03/26/2026
Journaling prompts designed to reveal patterns of dysfunction, people-pleasing, and codependency. They focus on awareness first, (not judgment).
 Awareness, self compassion and curiosity are key to healing a new growth.
I invite you to use them slowly—1–3 prompts per session tends to produce the most insight. ✍️
1. Triggers & Emotional Patterns
These prompts help you notice when your patterns activate.
• What situations consistently make me anxious about losing someone’s approval?
• When do I feel responsible for other people’s emotions?
• What behaviors from others make me feel the urge to fix, rescue, or control?
• When someone is upset with me, what story does my mind immediately create?
• What emotions do I avoid the most? How do I avoid them?
• When I feel rejected, how do I typically react?
2. People-Pleasing & Approval Seeking
These reveal how your identity may depend on external validation.
• When did I first learn that being liked was safer than being authentic?
• What do I fear would happen if I disappointed someone?
• When was the last time I said “yes” but internally wanted to say “no”?
• What part of me believes my worth depends on being useful to others?
• What relationships in my life depend on me over-giving?
• Who am I trying to prove my worth to?
3. Boundaries & Self-Abandonment
Codependency often shows up as self-betrayal to maintain connection.
• In what situations do I ignore my own needs?
• What boundaries feel hardest for me to enforce?
• What do I tolerate that secretly builds resentment?
• When I feel resentment toward someone, what boundary likely wasn’t expressed?
• What does my body feel like when I am about to betray my own needs?
• What needs of mine go chronically unmet?
4. Control & Rescuing
These prompts expose the “fixer” pattern.
• When do I try to solve problems that were not actually mine?
• What discomfort do I feel when someone struggles and I don’t intervene?
• Do I sometimes help people in ways that keep them dependent on me?
• What role do I usually play in relationships: rescuer, fixer, advisor, caretaker?
• What am I afraid will happen if I stop helping someone?
5. Relationship Dynamics
Look at recurring relationship cycles.
• What patterns repeat in my friendships or romantic relationships?
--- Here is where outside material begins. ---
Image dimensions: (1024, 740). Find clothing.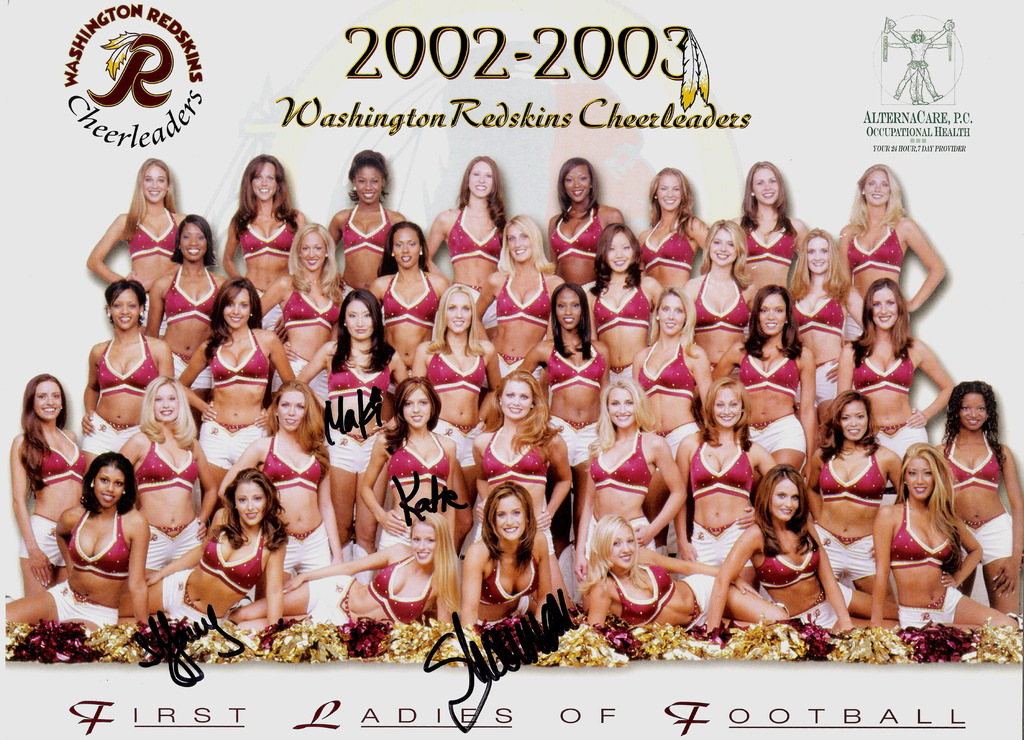
793/579/851/627.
• Do I tend to choose people who need saving, validation, or emotional management?
• What qualities in others immediately make me feel responsible for them?
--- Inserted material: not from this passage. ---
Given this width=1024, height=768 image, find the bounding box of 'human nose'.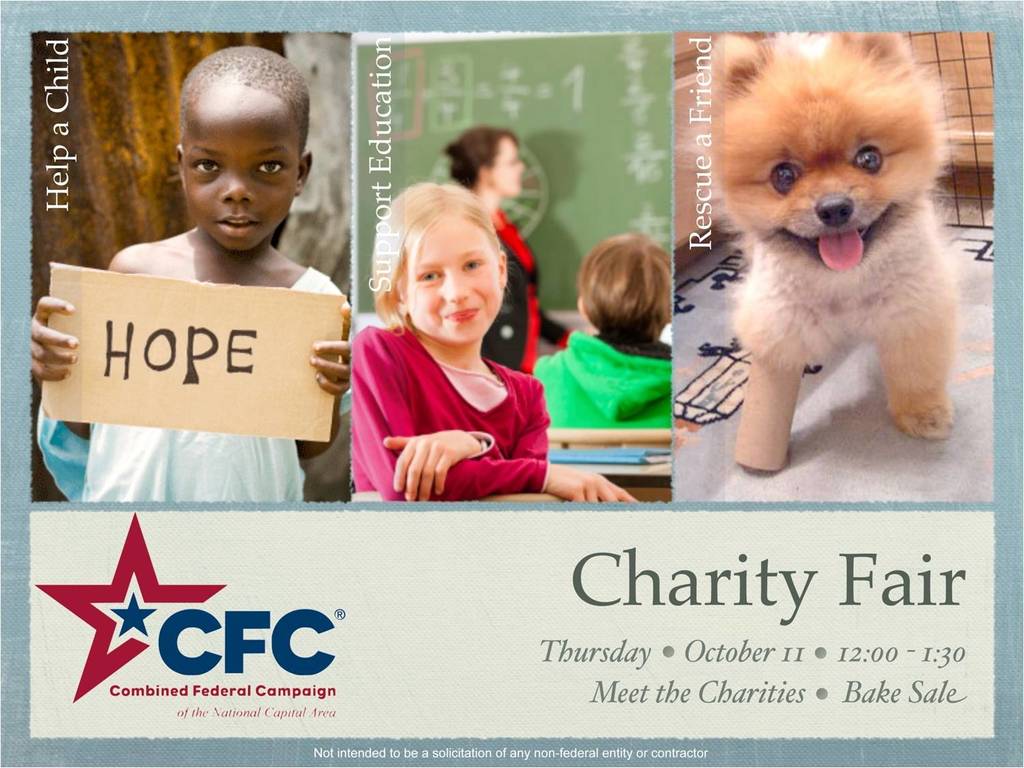
215, 176, 256, 206.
• When relationships end, what is my typical narrative about why?
• What role do I unconsciously assign myself in relationships?
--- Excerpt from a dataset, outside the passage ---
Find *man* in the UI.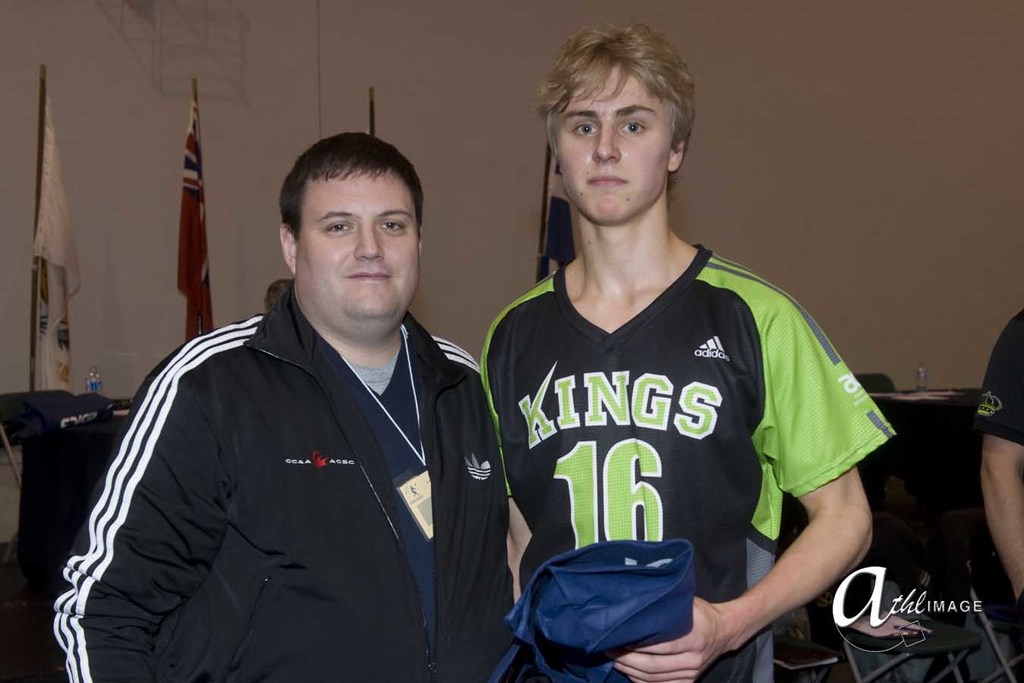
UI element at <box>479,19,893,682</box>.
6. Childhood & Origin Patterns
Many codependent habits start as adaptive survival strategies.
• What role did I play in my family growing up? (peacekeeper, fixer, invisible one, achiever)
• How were emotions handled in my childhood home?
• What did I learn about conflict?
• What did I learn about love and approval?
• When did I feel most responsible for someone else growing up?
7. Self-Identity & Worth
These explore identity outside of others.
• Who am I when I am not helping or supporting anyone?
• What do I enjoy that has nothing to do with being useful?
• What parts of my personality have I hidden to maintain relationships?
• If I stopped performing for approval, what might change in my life?
• What does self-worth independent of other people look like?
8. Radical Honesty Prompts
These can reveal hidden truths.
• Who drains my energy the most?
• Who benefits from my lack of boundaries?
• What truth about a relationship am I avoiding?
• Where in my life am I pretending things are okay when they aren’t?
• What would my life look like if I stopped managing other people’s feelings?
9. Pattern Awareness Exercise
A powerful weekly reflection:
1. What situations triggered me this week?
2. How did I respond automatically?
3. What belief drove that reaction?
4. What did I need in that moment but didn’t give myself?
💡 Tip for deeper insight:
After writing, ask yourself one follow-up question repeatedly:
“And what does that say about what I believe about myself?”
Do this 3–5 times in a row. The deeper beliefs usually surface after the third layer.